Overview
Philosophers perform three core actions in a continuous cycle: eating, sleeping, and thinking. Each action is implemented as a function with careful mutex handling to ensure thread safety and prevent deadlocks.The Eat Action
ft_eat Function
Fork Acquisition Sequence
Handle Single Philosopher Case
time_to_die, then release the fork and return.All philosophers acquire their right fork first, then their left fork. This consistent ordering is critical for deadlock prevention.
Why Right Fork First?
The fork assignment ininit_philos creates an asymmetric pattern:
- Philosopher 1: left=fork[0], right=fork[n-1]
- Philosopher 2: left=fork[1], right=fork[0]
- Philosopher 3: left=fork[2], right=fork[1]
- Most philosophers take a “lower-indexed” fork first
- The first philosopher takes the “highest-indexed” fork first
- This breaks the circular wait condition that causes deadlock
Deadlock Prevention
Deadlock Prevention
If all philosophers tried to take their left fork first:
- All philosophers grab their left fork simultaneously
- All philosophers wait for their right fork (held by neighbor)
- Circular wait → deadlock
Eating Process
State Updates
Once both forks are acquired:- Set Eating Flag
- Increment Meal Counter
- Update Last Meal Time
- Sleep During Eating
- Clear Eating Flag
Fork Release
The
meal_counter increment is protected by lock_meal, but last_meal_time and eating are not locked during their updates in ft_eat. This is safe because:eatingis set to 1 before the monitor could detect itlast_meal_timeis updated whileeating=1, preventing false deaths- Only this philosopher writes these values
The Sleep Action
ft_sleep Function
Purpose
- Simulates the philosopher’s rest period after eating
- No mutexes needed (no shared state access)
- Duration specified by
time_to_sleepargument
The sleeping state gives other philosophers a chance to acquire forks. Without sleeping, a single philosopher might monopolize both their forks by immediately trying to eat again.
The Think Action
ft_think Function
Why No Delay?
Unlike eating and sleeping, thinking has no explicit duration:- The philosopher immediately tries to acquire forks after thinking
- The “thinking time” is implicitly the time spent waiting for forks
- This matches the problem description: philosophers think until hungry
Implicit Wait Time
Implicit Wait Time
When a philosopher calls This blocking wait is the “thinking” period—the philosopher thinks until both forks become available.

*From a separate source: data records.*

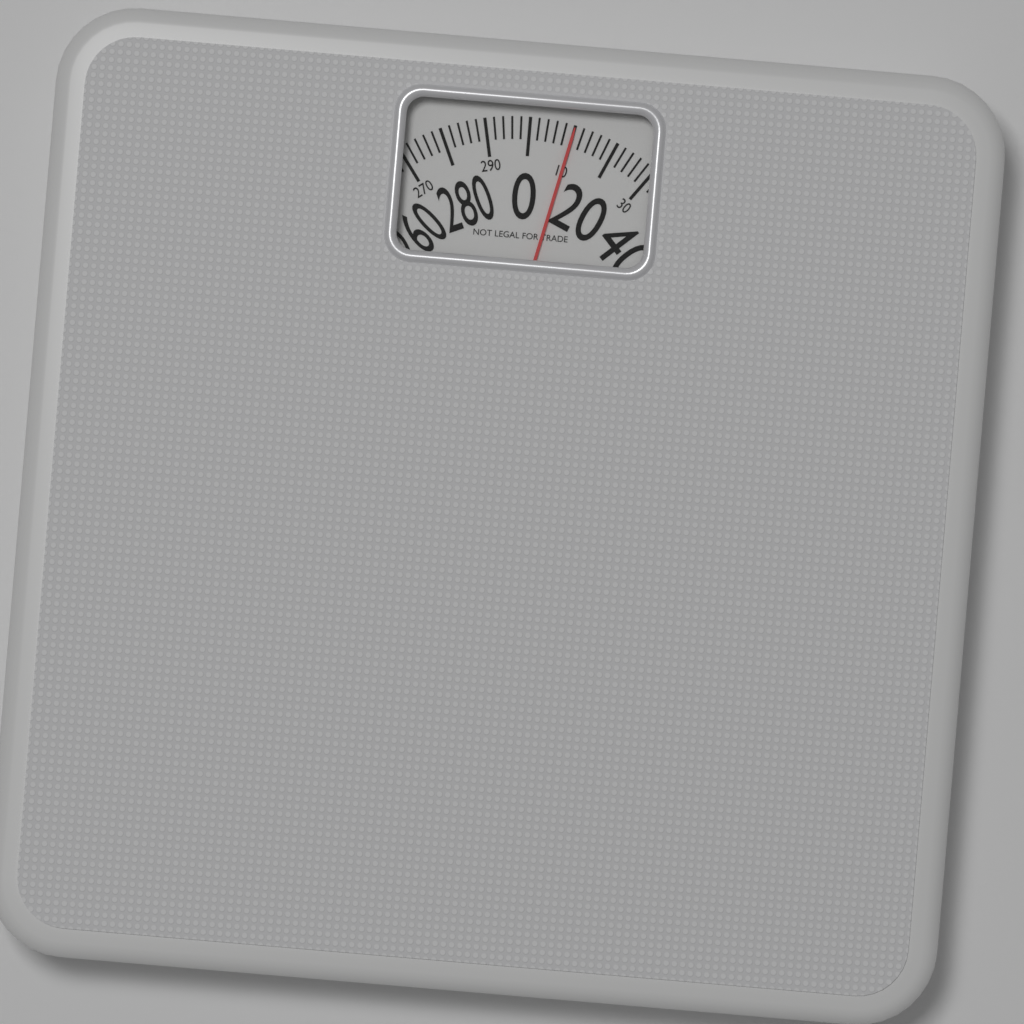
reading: 10 (no unit)
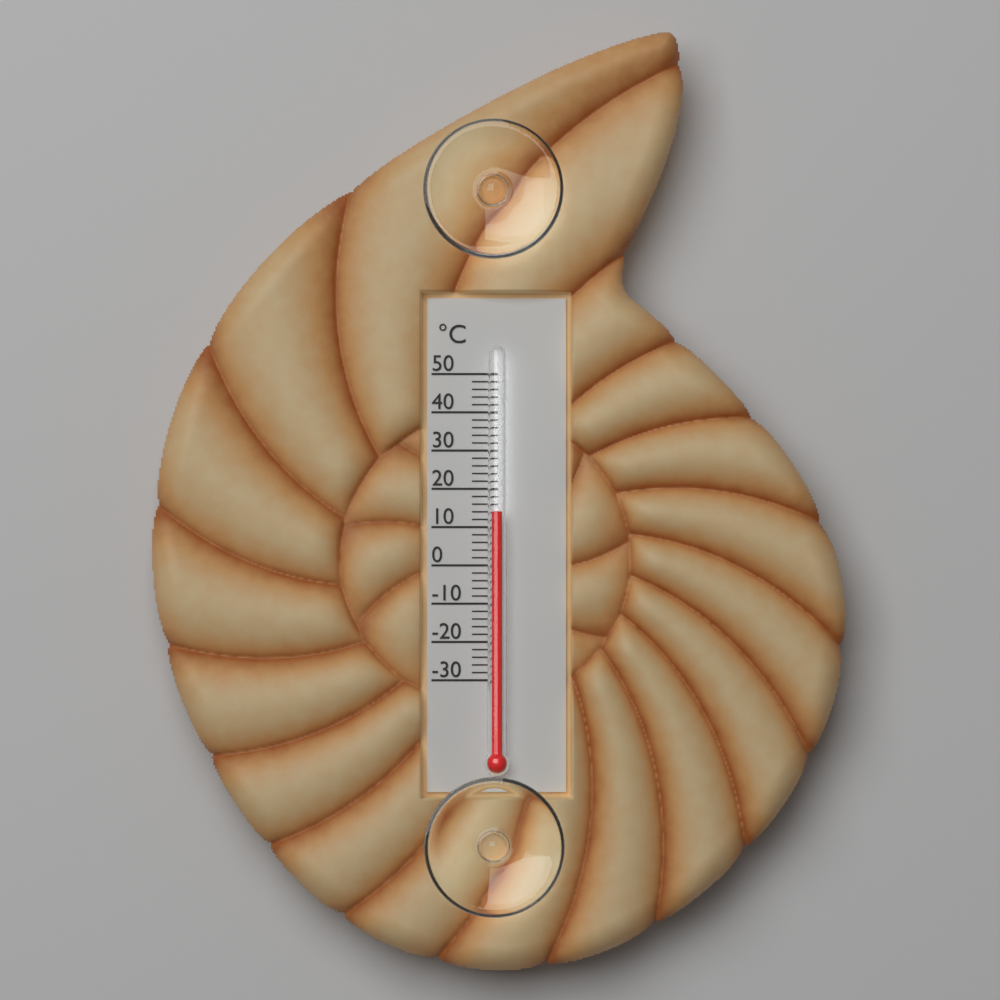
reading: 14 °C
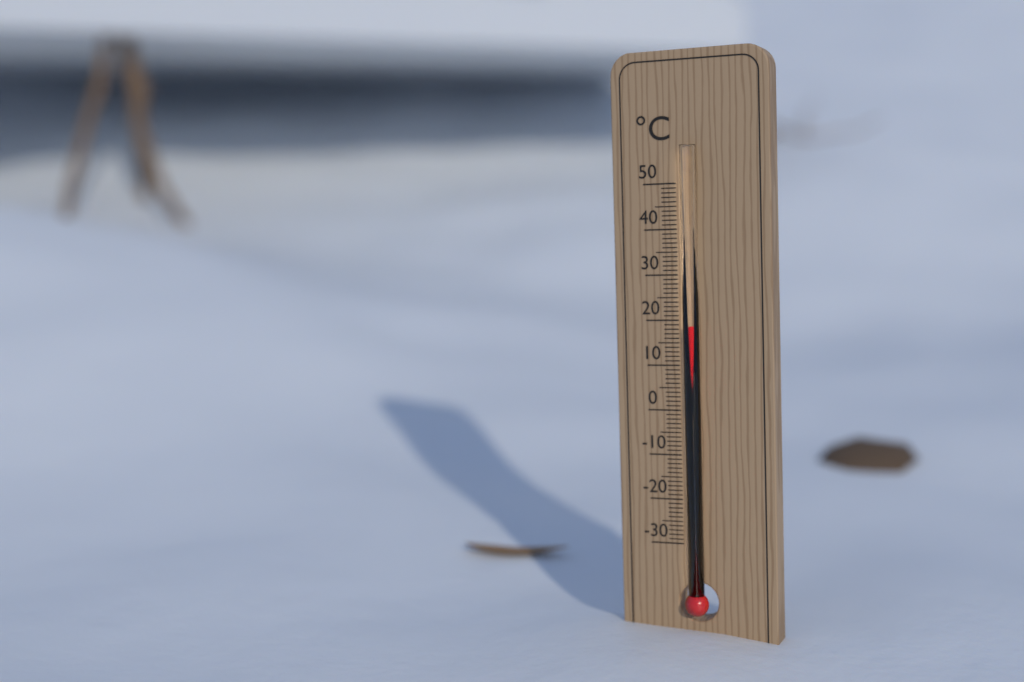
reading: 19 °C
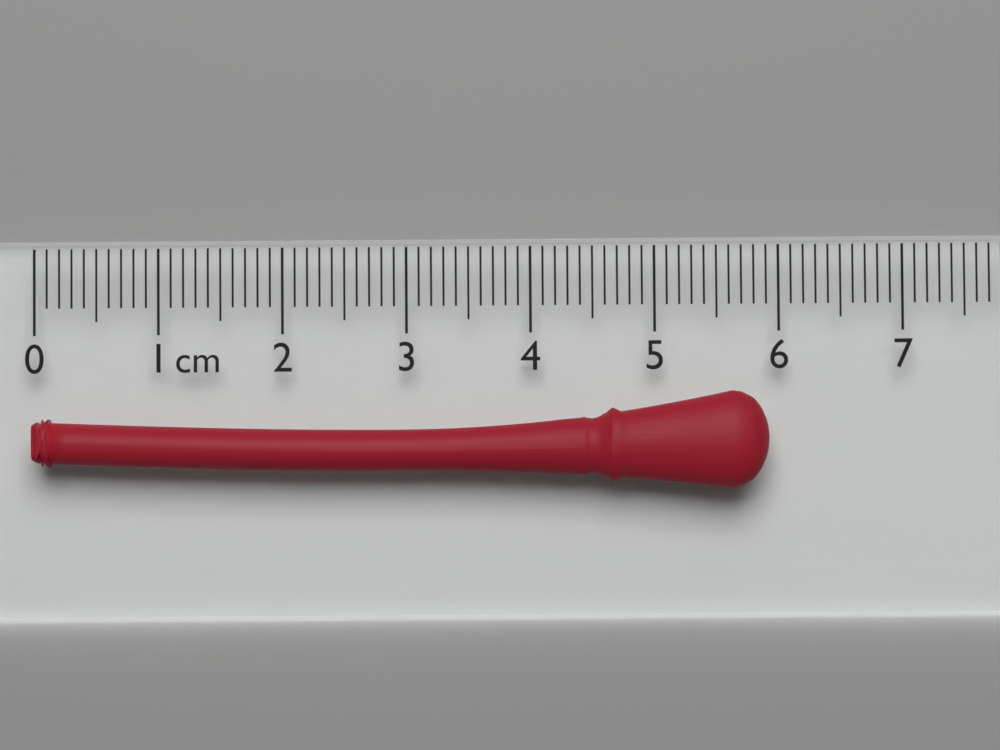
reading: 5.9 cm
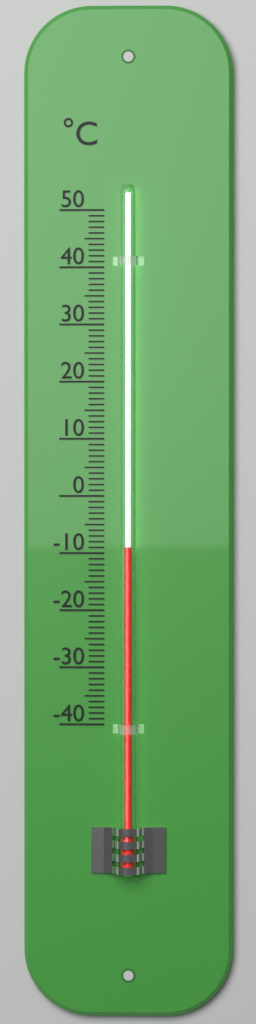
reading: -9 °C
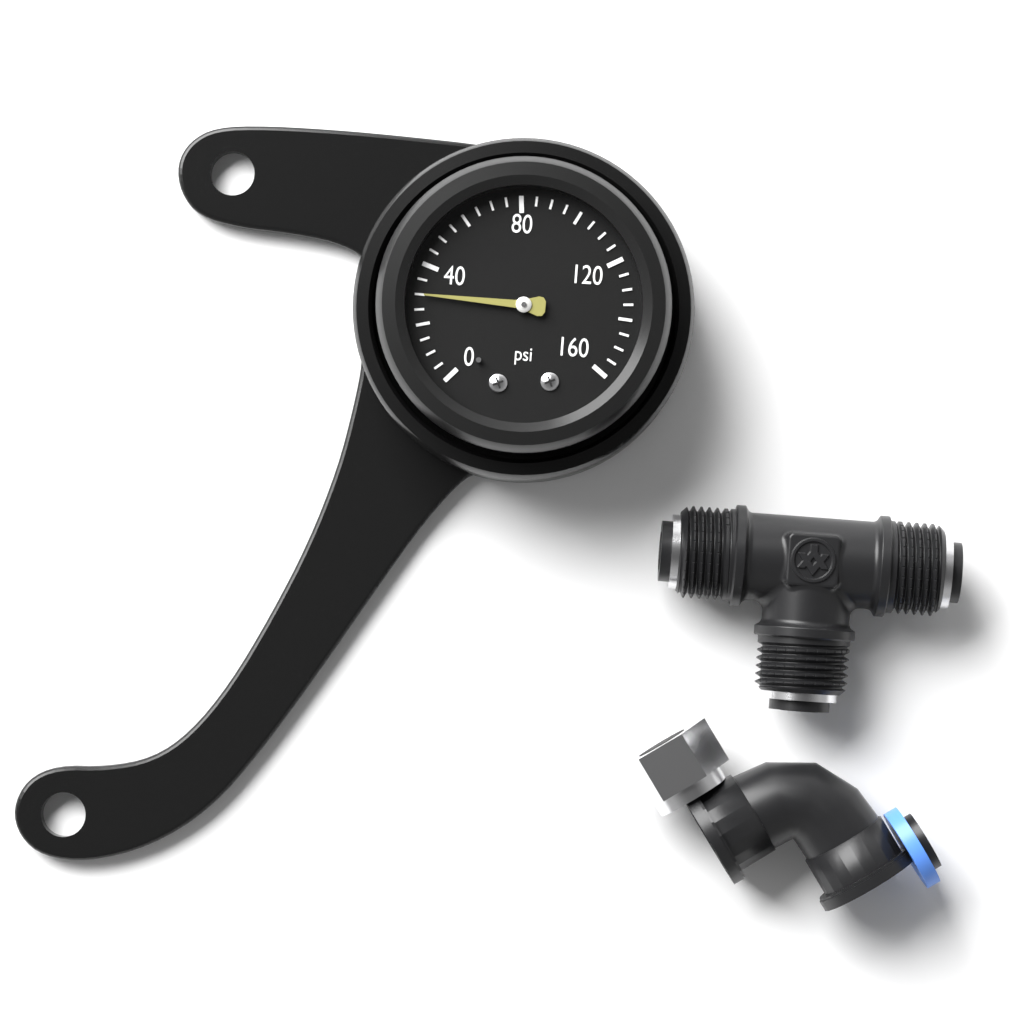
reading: 30 psi
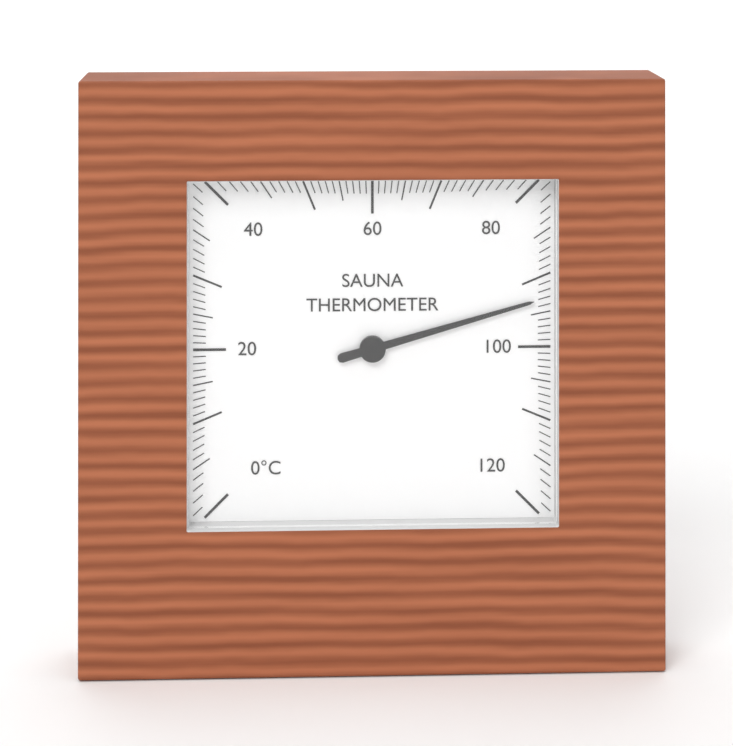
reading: 93 °C
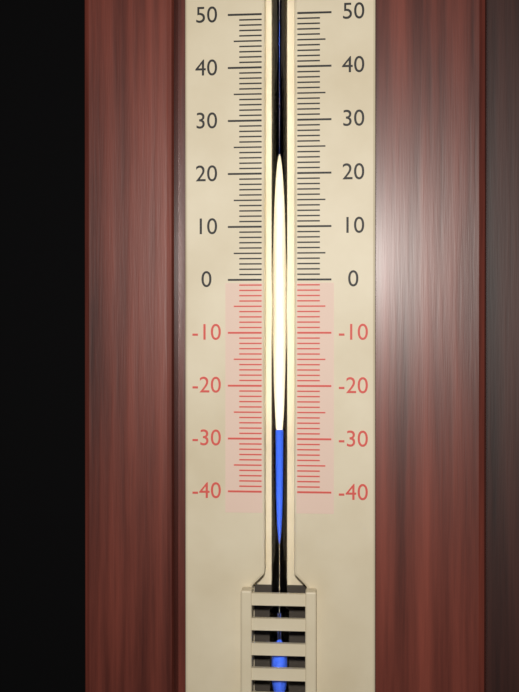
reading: -28 (no unit)
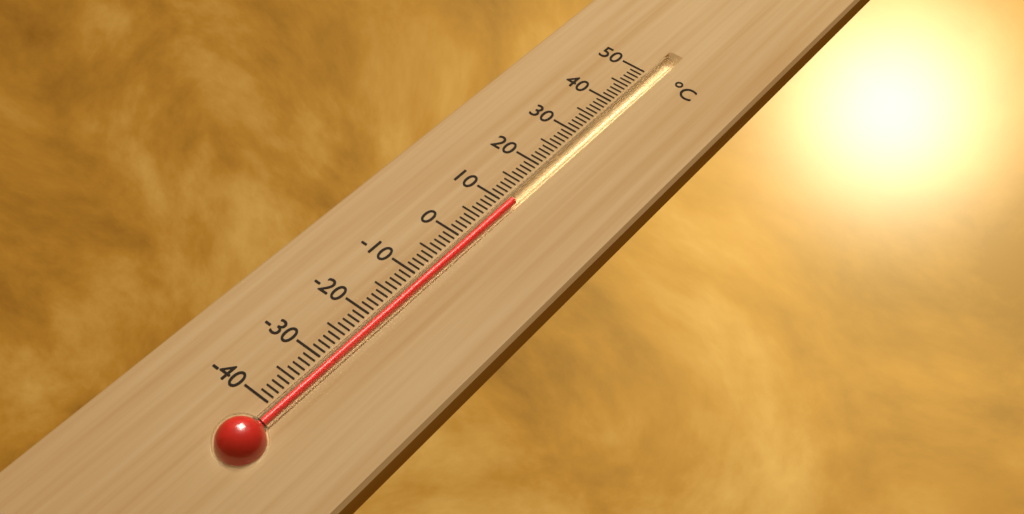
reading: 11 °C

ft_think and then ft_eat, they will block on:The print_message Function
All actions useprint_message to output state changes:
Output Format
Thread Safety
- Serialized Output
- Death Check
lock_write mutex ensures that output from multiple philosophers doesn’t interleave, preventing garbled messages.print_message calls dead_loop, which locks lock_dead. This means two mutexes may be held simultaneously (lock_write and lock_dead). This is safe because the order is always consistent: lock_write first, then lock_dead (inside dead_loop).Timing Utilities
Actions rely on timing functions fromtime_utils.c:
get_current_time
Returns the current time in milliseconds (typically since epoch or simulation start).ft_usleep
A more precise sleep function:- Takes duration in milliseconds
- Uses
usleepor busy-waiting for accuracy - Critical for meeting tight timing requirements
Standard
usleep can be imprecise. The implementation may use a combination of sleep and busy-waiting to achieve accurate delays for time_to_eat and time_to_sleep.Action Cycle Summary
dead_loop returns true and the philosopher thread exits.